Elk Grove actress enjoys playing party girl in Steppenwolf's 'Honest'
Actors are rarely what they seem. Elk Grove Village native Katherine Cunningham, for example, is still young enough to be playing ingénues, girlish roles that don't often have a lot of intellectual heft to them.
For example, in her current role, in Eric Simonson's "Honest" at Steppenwolf, she plays a girl the main character meets in college.
"The play goes backwards through (the main character's) life," Cunningham says. "And I play Madison. She is kind of a party girl. She may not be the brightest."
Yet, ask Cunningham what she might have studied if she hadn't gone into theater she answers, without blinking an eye, "science."
"I really like science," Cunningham insists. "I am fascinated by the world around me. I had an astronomy teacher in high school (James B. Conant High School) who got me very interested in science. She used to tell us we all came from the same place. We all came from stars."
She came by her interest in science honestly. "My dad was a computer scientist," Cunningham says. "My dad was always in the basement building things like frequency counters. Or he was always putting mirrors up all over the place to show how to bounce lasers off each mirror."
But she also comes by her interest in theater naturally, too. A self-described bookworm, Cunningham still spent much of her high school career performing in shows. "I did every show Conant did from 2000 to 2004," Cunningham says. "I liked both musicals and drama. And improv."
But when Cunningham went to college at Illinois State University, she didn't go there to study theater - even though ISU has a nationally recognized theater program and was the alma mater for all of the founding members of Steppenwolf.
"I was dead set against studying theater," Cunningham says. "I started out as a biology major."
Then something happened in Cunningham's life. "I was kind of depressed in college," she says. To beat her depression she started reading plays. "I read one play after another," Cunningham says. "And then someone told me, 'Why don't you start working on monologues. That way you will find out what your support is, what sustains your life.' So I started reading more and more plays. And I realized that drama is what makes me happy."

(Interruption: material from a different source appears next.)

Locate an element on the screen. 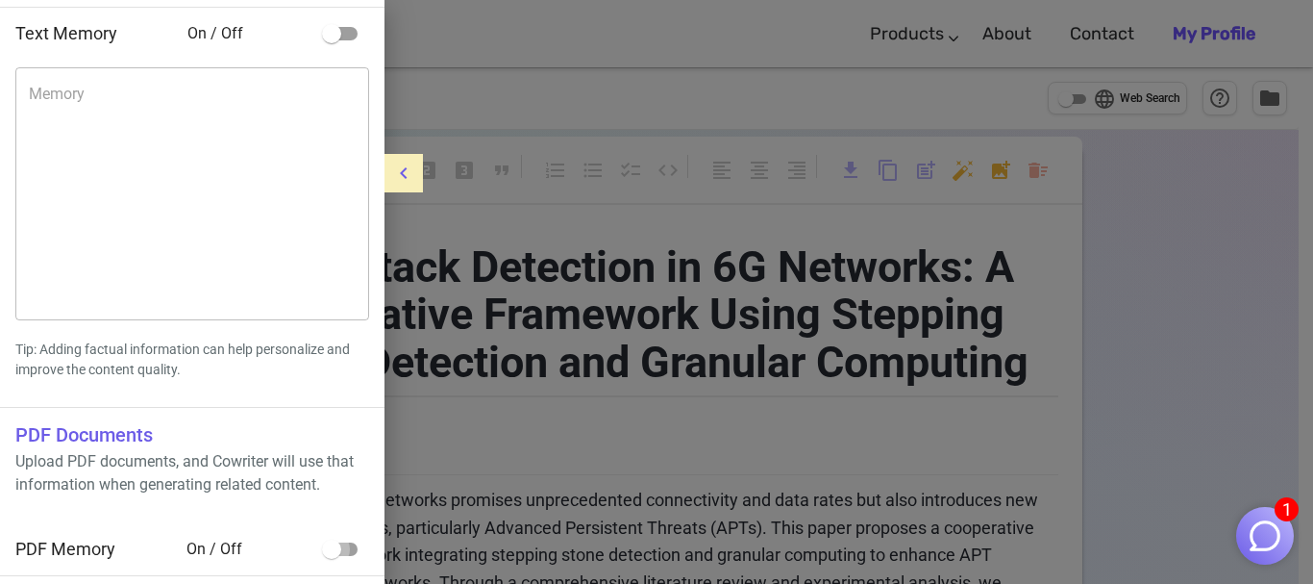  img: Close chat is located at coordinates (1265, 536).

She decided to change majors. Unfortunately, she didn't come to this realization until the middle of her second year.
"I went to the head of the drama department," Cunningham says. "And I said I wanted to be a drama major. She said I was a little late. That I had a lot of catching up to do. But if I really proved myself, she would help me out."
What Cunningham had to do was finish in half a term what most students take a full term to do. Cunningham applied herself and found her love of theater carried her through. She passed with flying colors - and had found her vocation: acting.
After graduation, she came back to Chicago and auditioned. Right off the bat she landed a role as an understudy in David Cromer's production of "Picnic" at Writers' Theater. Soon after that, she got an agent.
"I am a real go-with-the-flow person," Cunningham says. "Just like Madison, the character I play in 'Honest.'"
But there are differences. Cunningham is not the party girl she plays at Steppenwolf.
To soak up Madison's world, Cunningham hit the bars with her roommates and "did a lot of screaming."
She describes Madison as "super loud."
"And I am not," Cunningham says. "I am a chick who likes to sit in the corner and read her books. Madison likes being the center of attention."
And then there is the issue of Madison's IQ.
"I had a hard time with the fact that she might not be the brightest," Cunningham says. "I fought for her to be smart. But she is not the smartest girl. She isn't dumb she just doesn't care much about knowing things. That was the hardest thing for me. I had to learn to let her be."
Of course, there is a great difference between being a party girl and playing one on stage. Playing a party girl can be an intellectual challenge, a way of seeing the world differently.
"What I really, really like about theater," Cunningham says, "is you can learn something from every piece you do."
And learning is what it is all about for Cunningham.
"I am fascinated by life, and by all those theories of where life comes from and how life is made," Cunningham says. "You know what I am reading now? 'Understanding the Genome.'"
Which takes us back to where we started: Don't judge an actor by her cover. She may be the party girl she plays on stage or she may be the kind of person who relishes books on the human genome project.